## TASK
The whole listing below needs to be duplicated exactly, pictures aside.
____ RECORDS SUPPLIED
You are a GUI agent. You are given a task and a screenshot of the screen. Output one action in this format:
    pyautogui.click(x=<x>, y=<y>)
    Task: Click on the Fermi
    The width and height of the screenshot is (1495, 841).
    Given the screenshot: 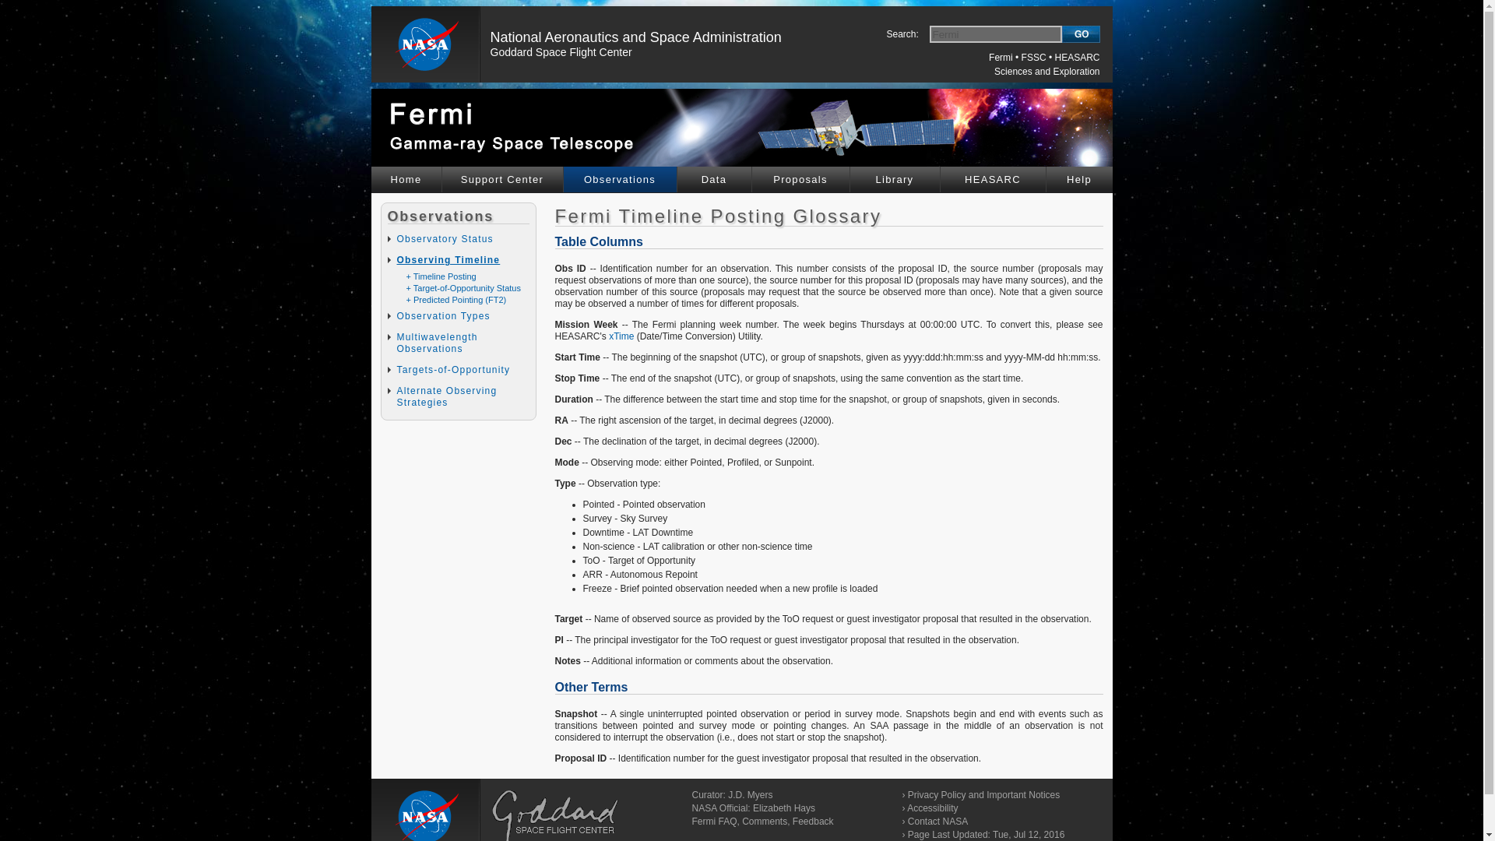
________
## ANSWER SECTION
You are a GUI agent. You are given a task and a screenshot of the screen. Output one action in this format:
    pyautogui.click(x=<x>, y=<y>)
    Task: Click on the Fermi
    The width and height of the screenshot is (1495, 841).
    Given the screenshot: 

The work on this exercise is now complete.